New Straits Times

‘S. AFRICA UNREST PLANNED’

Hunt on for those who instigated unrest and looting, says president

- JOHANNESBU­RG

SOUTH African President Cyril Ramaphosa yesterday alleged that deadly violence and looting that have shaken the country over the past week were planned, as he arrived in the epicentre of the unrest.

“It is quite clear that all these incidents of unrest and looting were instigated. There were people who planned it and coordinate­d it,” Ramaphosa said.

“We are going after them. We have identified them and we will not allow anarchy and mayhem to just unfold in our country.”

Shopping malls and warehouses have been ransacked in two provinces, stoking fears of shortages and inflicting a devastatin­g blow to the economy. At least 117 people have died, some shot and others killed in looting stampedes.

Ramaphosa’s visit to KwaZuluNat­al (KZN) province was his first on the ground since the unrest — the worst in post-apartheid South Africa — erupted in the southeaste­rn province before spreading to Johannesbu­rg.

Protests broke out on July 9, a day after ex-president Jacob Zuma, who wields support among the poor and loyalists in the ruling African National Congress (ANC), began a 15-month jail term for snubbing a corruption investigat­ion.

The protests quickly turned into looting as crowds pillaged shops and storehouse­s, hauling away goods as police stood by, seemingly powerless to act.

The government said on Thursday

that one of the suspected instigator­s had been arrested and 11 were under surveillan­ce.

Ramaphosa would “undertake an oversight visit (in KZN) to assess the impact of recent public violence and the deployment of security forces,” his office said earlier.

On Wednesday, the government called out around 25,000 troops to tackle the emergency – 10 times the number that it initially deployed and equivalent to

about a third of the country’s active military personnel.

Defence, security and police ministers and the top army brass went to KZN on Wednesday to assess the situation and oversee the expanded deployment of security forces there.

Although relative calm has returned to Johannesbu­rg, the situation in KZN “remains volatile“, a minister in Ramaphosa’s office, Khumbudzo Ntshavheni, said on Thursday.

 ?? AFP PIC ?? Volunteers taking part in a clean-up operation at the looted Bara Mall in Soweto, South Africa, on Thursday.
AFP PIC Volunteers taking part in a clean-up operation at the looted Bara Mall in Soweto, South Africa, on Thursday.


→ What is needed
Scan the entries below for the word "arrow". Copy out every line in which it occurs.

→ Input data
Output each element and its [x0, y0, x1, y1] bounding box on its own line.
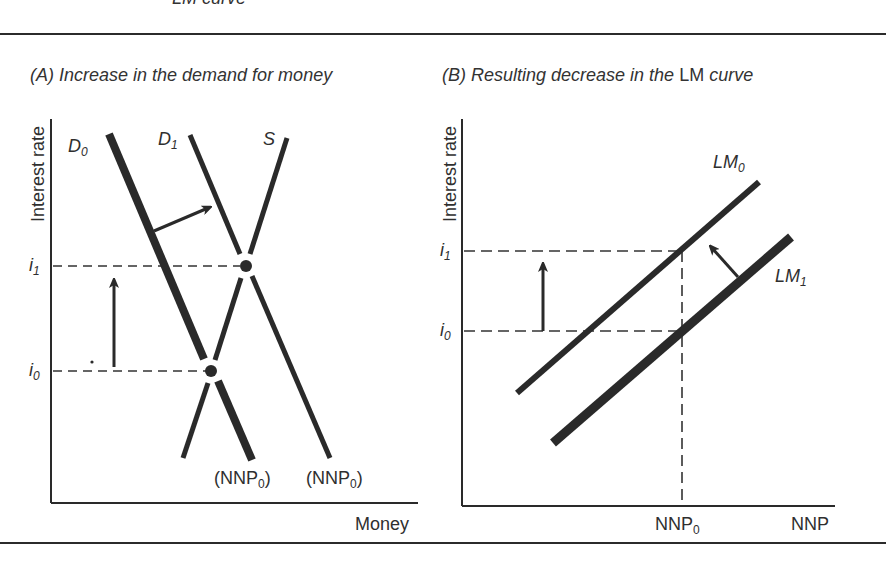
- panel-a-i1-label: i1: [29, 255, 40, 278]
- panel-b-i0-label: i0: [440, 320, 451, 343]
- panel-a-y-axis-label: Interest rate: [28, 126, 49, 222]
- panel-a-x-axis-label: Money: [355, 514, 409, 535]
- lm1-curve: [553, 237, 791, 443]
- panel-a-chart: [51, 119, 418, 503]
- equilibrium-dot-i0: [205, 365, 217, 377]
- s-curve-bottom: [183, 383, 208, 458]
- lm0-label: LM0: [713, 152, 745, 175]
- s-curve-mid: [215, 278, 241, 360]
- panel-a-i0-label: i0: [29, 360, 40, 383]
- s-curve-top: [250, 138, 287, 254]
- panel-b-i1-label: i1: [440, 240, 451, 263]
- nnp0-label-d1: (NNP0): [306, 468, 363, 491]
- d1-curve-upper: [190, 135, 240, 254]
- stray-dot: [90, 360, 93, 363]
- d1-label: D1: [158, 129, 178, 152]
- d0-label: D0: [68, 136, 88, 159]
- panel-b-chart: [462, 119, 835, 506]
- panel-b-y-axis-label: Interest rate: [440, 126, 461, 222]
- s-label: S: [263, 129, 275, 150]
- equilibrium-dot-i1: [240, 260, 252, 272]
- lm-shift-arrow: [712, 248, 738, 277]
- nnp0-label-d0: (NNP0): [214, 468, 271, 491]
- diagram-graphics: [0, 0, 886, 563]
- d0-curve-lower: [218, 381, 252, 460]
- lm1-label: LM1: [775, 266, 807, 289]
- d0-curve-upper: [109, 134, 204, 359]
- lm0-curve: [517, 182, 759, 393]
- d1-curve-lower: [252, 276, 330, 458]
- shift-right-arrow: [154, 208, 208, 231]
- panel-b-x-axis-label: NNP: [791, 514, 829, 535]
- panel-b-nnp0-label: NNP0: [655, 514, 700, 537]
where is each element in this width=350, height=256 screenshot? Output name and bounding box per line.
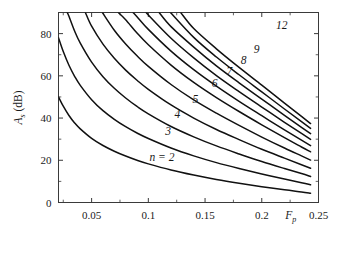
curve-n-11	[170, 13, 310, 129]
curve-labels: n = 2345678912	[149, 19, 287, 163]
y-tick-label: 0	[46, 197, 52, 209]
x-tick-label: 0.25	[309, 209, 329, 221]
curve-label-8: 8	[241, 54, 247, 66]
curve-label-3: 3	[164, 125, 171, 137]
curve-label-12: 12	[276, 19, 288, 31]
curve-n-12	[181, 13, 311, 124]
x-tick-label: 0.05	[82, 209, 102, 221]
x-tick-label: 0.2	[255, 209, 269, 221]
curve-label-2: n = 2	[149, 151, 174, 163]
y-axis-title: As (dB)	[12, 90, 27, 125]
curve-label-4: 4	[174, 108, 180, 120]
x-tick-label: 0.1	[141, 209, 155, 221]
figure-container: 0.050.10.150.20.25020406080 n = 23456789…	[0, 0, 350, 256]
curve-label-9: 9	[254, 43, 260, 55]
curve-label-7: 7	[227, 65, 234, 77]
axis-tick-labels: 0.050.10.150.20.25020406080	[41, 28, 329, 221]
x-axis-title: Fp	[284, 209, 296, 224]
curve-n-6	[102, 13, 310, 161]
curve-label-5: 5	[193, 93, 199, 105]
y-tick-label: 80	[41, 28, 53, 40]
curve-label-6: 6	[212, 77, 218, 89]
y-tick-label: 60	[41, 70, 53, 82]
curve-n-2	[59, 97, 311, 193]
y-tick-label: 40	[41, 112, 53, 124]
curve-lines	[59, 12, 311, 193]
y-tick-label: 20	[41, 154, 53, 166]
x-tick-label: 0.15	[195, 209, 215, 221]
chart-canvas: 0.050.10.150.20.25020406080 n = 23456789…	[0, 0, 350, 256]
curve-n-3	[59, 38, 311, 185]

→ Final answer
- lm-shift-arrow: [712, 248, 738, 277]
- shift-right-arrow: [154, 208, 208, 231]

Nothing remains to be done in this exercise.